Unfortunately, when I reboot the machine, this setting is lost and all bets are off as to whether I'll be able to disable the second CPU before the machine crashes, so I decided to look into what I could do. I opened up the Hardware preference pane nib with Interface Builder to see what message was sent to change the CPU count (unsurprisingly, setCPUCount:), then I used class-dump to find the implementation address of that message. I then did an otool disassembly of the Hardware preference pane (otool -tVv ...) so that I could see what the code looked like at that address. It called an unconspicuously named function chudSetNumProcessors from the CHUDCore.framework subframework of the umbrella CHUD.framework, which happens to ship with documented headers!

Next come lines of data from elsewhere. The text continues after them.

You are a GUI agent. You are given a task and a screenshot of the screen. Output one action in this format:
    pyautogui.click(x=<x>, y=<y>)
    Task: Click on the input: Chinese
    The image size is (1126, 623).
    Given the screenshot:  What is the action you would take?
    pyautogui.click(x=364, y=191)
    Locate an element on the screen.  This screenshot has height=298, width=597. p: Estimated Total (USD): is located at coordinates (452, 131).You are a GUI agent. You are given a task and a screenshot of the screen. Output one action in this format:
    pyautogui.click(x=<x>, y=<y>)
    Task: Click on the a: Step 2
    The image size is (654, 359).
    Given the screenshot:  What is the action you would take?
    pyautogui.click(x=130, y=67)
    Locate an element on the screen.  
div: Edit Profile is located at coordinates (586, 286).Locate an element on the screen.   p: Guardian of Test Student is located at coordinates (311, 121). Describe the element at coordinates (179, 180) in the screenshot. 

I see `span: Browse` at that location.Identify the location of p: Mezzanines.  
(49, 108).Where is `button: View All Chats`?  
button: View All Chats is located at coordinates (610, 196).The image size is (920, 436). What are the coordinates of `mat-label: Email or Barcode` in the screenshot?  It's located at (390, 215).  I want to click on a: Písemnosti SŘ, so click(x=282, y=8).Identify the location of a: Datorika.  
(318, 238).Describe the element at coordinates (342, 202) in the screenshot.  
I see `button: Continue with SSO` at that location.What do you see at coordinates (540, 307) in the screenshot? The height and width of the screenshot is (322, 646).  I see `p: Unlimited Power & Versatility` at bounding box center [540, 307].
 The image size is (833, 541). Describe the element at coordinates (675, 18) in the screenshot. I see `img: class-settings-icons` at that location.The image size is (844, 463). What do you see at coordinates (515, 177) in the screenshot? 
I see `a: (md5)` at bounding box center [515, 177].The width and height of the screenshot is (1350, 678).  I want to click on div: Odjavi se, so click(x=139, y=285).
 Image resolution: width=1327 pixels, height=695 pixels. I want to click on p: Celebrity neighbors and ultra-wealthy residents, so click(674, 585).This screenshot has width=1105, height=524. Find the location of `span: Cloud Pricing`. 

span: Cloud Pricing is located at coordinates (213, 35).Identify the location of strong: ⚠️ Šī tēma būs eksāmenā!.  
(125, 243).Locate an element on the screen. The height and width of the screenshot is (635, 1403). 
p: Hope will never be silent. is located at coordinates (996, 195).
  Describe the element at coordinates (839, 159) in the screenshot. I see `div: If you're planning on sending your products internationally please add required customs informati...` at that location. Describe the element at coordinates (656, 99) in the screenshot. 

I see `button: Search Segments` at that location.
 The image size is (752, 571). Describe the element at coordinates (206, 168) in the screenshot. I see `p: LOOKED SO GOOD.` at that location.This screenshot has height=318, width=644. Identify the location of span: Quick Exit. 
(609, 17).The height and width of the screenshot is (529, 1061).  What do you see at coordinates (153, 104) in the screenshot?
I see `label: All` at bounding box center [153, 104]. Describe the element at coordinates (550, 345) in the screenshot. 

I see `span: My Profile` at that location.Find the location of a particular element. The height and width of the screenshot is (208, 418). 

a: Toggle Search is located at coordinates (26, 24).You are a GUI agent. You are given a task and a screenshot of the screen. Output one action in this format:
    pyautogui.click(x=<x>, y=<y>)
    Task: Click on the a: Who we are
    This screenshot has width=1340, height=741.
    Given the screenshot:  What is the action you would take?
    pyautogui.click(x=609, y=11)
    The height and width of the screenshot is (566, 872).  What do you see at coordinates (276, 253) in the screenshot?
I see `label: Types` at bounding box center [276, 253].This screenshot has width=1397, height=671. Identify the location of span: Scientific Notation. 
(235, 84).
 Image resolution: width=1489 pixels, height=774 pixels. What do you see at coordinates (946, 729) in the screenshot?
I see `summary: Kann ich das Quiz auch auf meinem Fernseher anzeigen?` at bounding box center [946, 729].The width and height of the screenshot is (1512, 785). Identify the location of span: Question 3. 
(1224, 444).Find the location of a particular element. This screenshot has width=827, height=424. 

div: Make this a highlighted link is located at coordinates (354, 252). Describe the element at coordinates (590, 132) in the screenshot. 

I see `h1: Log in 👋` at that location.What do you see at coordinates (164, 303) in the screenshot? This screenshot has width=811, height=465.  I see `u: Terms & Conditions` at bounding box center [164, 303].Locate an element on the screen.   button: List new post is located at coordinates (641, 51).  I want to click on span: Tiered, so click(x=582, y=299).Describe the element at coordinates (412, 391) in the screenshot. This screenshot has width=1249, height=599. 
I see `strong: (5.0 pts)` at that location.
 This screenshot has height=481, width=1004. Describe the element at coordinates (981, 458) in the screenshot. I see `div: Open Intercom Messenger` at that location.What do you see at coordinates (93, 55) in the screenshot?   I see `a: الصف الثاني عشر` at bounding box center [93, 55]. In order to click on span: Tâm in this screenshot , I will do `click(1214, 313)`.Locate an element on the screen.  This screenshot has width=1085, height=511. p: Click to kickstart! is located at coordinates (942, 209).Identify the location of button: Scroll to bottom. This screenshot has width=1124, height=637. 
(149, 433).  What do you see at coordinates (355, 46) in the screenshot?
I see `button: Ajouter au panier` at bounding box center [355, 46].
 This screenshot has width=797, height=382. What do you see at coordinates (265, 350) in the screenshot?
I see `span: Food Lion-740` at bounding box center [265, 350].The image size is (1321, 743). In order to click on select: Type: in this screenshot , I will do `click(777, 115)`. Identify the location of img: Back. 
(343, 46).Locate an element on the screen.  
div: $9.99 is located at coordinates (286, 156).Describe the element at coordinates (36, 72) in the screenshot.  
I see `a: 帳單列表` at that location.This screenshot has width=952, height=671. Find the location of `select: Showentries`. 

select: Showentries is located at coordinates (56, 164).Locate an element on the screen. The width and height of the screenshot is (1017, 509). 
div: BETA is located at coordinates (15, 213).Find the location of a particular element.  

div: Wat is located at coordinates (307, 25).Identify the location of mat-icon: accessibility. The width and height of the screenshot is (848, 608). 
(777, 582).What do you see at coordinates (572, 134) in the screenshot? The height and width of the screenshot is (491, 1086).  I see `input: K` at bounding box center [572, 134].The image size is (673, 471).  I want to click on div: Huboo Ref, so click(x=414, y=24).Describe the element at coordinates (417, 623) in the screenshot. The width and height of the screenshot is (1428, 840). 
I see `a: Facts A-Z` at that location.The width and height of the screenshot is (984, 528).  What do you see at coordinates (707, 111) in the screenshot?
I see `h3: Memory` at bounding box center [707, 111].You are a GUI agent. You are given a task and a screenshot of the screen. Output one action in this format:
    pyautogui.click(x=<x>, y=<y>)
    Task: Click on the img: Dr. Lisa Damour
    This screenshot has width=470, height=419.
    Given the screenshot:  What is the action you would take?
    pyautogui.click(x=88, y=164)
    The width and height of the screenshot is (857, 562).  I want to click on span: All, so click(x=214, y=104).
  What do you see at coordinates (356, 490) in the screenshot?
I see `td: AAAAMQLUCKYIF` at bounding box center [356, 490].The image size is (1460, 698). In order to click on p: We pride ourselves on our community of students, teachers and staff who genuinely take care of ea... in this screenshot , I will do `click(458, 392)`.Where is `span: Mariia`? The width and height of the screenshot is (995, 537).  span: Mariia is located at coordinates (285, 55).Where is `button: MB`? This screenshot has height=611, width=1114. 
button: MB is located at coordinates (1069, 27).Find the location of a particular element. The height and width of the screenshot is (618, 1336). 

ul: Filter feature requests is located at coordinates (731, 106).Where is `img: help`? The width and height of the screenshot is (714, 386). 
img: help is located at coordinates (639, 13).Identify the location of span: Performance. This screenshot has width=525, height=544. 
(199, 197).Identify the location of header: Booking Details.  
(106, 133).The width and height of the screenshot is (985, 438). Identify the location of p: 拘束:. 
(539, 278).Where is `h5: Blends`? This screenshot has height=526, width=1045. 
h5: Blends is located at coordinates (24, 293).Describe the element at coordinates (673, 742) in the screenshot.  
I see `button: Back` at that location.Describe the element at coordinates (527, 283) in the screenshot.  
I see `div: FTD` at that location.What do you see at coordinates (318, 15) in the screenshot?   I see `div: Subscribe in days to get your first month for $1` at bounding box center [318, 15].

At first, I tried writing a simple C program that naively called right into chudSetNumProcessors, which returned an error code that I didn't expect (from the documentation): something about the kext not being loaded. I knew the kext was indeed loaded, because the Hardware preference pane works and I've used Shark recently, so I looked at the headers for initialization functions. Unsurprisingly, I needed to call chudInitialize before trying to talk to the CHUD kext, so I ended up with the following program:

/*
% cc -o setNumProcessors setNumProcessors.c -framework CHUD
*/

#include <unistd.h>
#include <CHUD/CHUD.h>

int main(int argc, char **argv) {
    int rval = 0;
    int status = chudInitialize();
    if (status != chudSuccess) {
        fprintf(stderr, "FATAL: Could not initialize chud, error %dn", chudInitialize());
        return -1;
    }
    if (argc == 2) {
        int cpuCount;
        int curCPUCount = chudProcessorCount();
        int physCPUCount = chudPhysicalProcessorCount();
        sscanf(argv[1], "%d", &#038;cpuCount);
        if (cpuCount < 1 || cpuCount > physCPUCount) {
            fprintf(stderr, "CPU count of %d not acceptable, expecting between 1 and %dn", cpuCount, physCPUCount);
            rval = -1;
        } else {
            int res;
            res = chudSetNumProcessors(cpuCount);
            if (res != chudSuccess) {
                fprintf(stderr, "Could not change CPU count to %d, error %dn", cpuCount, res);
                rval = -1;
            }
        }
    } else if (argc > 2) {
        fprintf(stderr, "Must take zero or one argumentsn");
        rval = -1;
    }
    printf("CPU Count: %d of %dn", chudProcessorCount(), chudPhysicalProcessorCount());
    chudCleanup();
    return -1;
}

Now I can call this setNumProcessors application early on in the boot process and increase my odds of being able to use my computer on reboot!

UPDATE: rentzsch commented with a better solution. It's also possible to disable multiprocessing even earlier by twiddling a setting in Open Firmware (QA1141).